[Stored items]
|---|
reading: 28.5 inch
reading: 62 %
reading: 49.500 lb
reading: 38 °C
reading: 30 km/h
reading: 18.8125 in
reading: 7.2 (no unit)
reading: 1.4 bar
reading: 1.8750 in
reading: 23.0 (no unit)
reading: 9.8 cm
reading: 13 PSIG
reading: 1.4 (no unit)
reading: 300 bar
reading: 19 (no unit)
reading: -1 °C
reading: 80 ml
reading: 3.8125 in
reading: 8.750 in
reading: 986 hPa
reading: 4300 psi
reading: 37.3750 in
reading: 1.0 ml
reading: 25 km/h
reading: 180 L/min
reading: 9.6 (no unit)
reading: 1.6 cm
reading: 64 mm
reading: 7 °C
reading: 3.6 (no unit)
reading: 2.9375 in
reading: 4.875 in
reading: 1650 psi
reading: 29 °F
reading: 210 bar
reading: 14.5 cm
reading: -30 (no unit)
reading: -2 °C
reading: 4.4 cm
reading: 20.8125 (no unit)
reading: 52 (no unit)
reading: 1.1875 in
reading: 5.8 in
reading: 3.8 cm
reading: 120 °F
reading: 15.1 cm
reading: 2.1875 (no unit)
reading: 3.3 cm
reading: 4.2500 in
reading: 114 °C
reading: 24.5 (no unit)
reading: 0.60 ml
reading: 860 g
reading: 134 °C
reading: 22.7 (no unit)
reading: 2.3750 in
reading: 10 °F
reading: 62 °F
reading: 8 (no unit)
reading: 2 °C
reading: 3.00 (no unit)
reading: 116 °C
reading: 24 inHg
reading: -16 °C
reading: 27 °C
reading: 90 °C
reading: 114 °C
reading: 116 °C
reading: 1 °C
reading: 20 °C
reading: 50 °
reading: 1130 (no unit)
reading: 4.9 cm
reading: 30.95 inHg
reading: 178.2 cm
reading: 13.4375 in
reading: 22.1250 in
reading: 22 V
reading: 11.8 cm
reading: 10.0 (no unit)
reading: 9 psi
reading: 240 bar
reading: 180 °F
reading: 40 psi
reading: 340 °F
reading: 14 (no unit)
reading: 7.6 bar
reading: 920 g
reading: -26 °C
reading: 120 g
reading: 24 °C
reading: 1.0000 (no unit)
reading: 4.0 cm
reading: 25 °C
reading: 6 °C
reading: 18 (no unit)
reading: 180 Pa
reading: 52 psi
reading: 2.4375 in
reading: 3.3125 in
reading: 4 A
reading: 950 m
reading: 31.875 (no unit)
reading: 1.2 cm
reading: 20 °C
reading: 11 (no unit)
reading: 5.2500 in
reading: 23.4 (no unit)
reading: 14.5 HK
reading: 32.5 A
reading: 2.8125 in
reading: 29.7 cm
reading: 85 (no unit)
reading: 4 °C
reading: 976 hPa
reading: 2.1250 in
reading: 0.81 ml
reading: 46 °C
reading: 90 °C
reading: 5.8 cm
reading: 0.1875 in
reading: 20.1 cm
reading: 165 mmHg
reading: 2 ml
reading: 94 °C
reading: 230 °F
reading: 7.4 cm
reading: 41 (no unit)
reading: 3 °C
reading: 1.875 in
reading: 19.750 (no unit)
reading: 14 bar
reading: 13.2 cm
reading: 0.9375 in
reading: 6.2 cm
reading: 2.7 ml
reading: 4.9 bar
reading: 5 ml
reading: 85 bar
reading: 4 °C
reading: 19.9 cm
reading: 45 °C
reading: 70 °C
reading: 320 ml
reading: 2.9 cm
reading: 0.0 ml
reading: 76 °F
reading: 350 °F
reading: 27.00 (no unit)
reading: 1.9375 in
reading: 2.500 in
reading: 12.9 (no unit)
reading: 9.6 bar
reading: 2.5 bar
|---|
** Try it **
Among the records above, repeat exactly the line with "reading: 180 Pa", the line with "reading: 0.9375 in", and every line in between, and only those.

** Task response **
reading: 180 Pa
reading: 52 psi
reading: 2.4375 in
reading: 3.3125 in
reading: 4 A
reading: 950 m
reading: 31.875 (no unit)
reading: 1.2 cm
reading: 20 °C
reading: 11 (no unit)
reading: 5.2500 in
reading: 23.4 (no unit)
reading: 14.5 HK
reading: 32.5 A
reading: 2.8125 in
reading: 29.7 cm
reading: 85 (no unit)
reading: 4 °C
reading: 976 hPa
reading: 2.1250 in
reading: 0.81 ml
reading: 46 °C
reading: 90 °C
reading: 5.8 cm
reading: 0.1875 in
reading: 20.1 cm
reading: 165 mmHg
reading: 2 ml
reading: 94 °C
reading: 230 °F
reading: 7.4 cm
reading: 41 (no unit)
reading: 3 °C
reading: 1.875 in
reading: 19.750 (no unit)
reading: 14 bar
reading: 13.2 cm
reading: 0.9375 in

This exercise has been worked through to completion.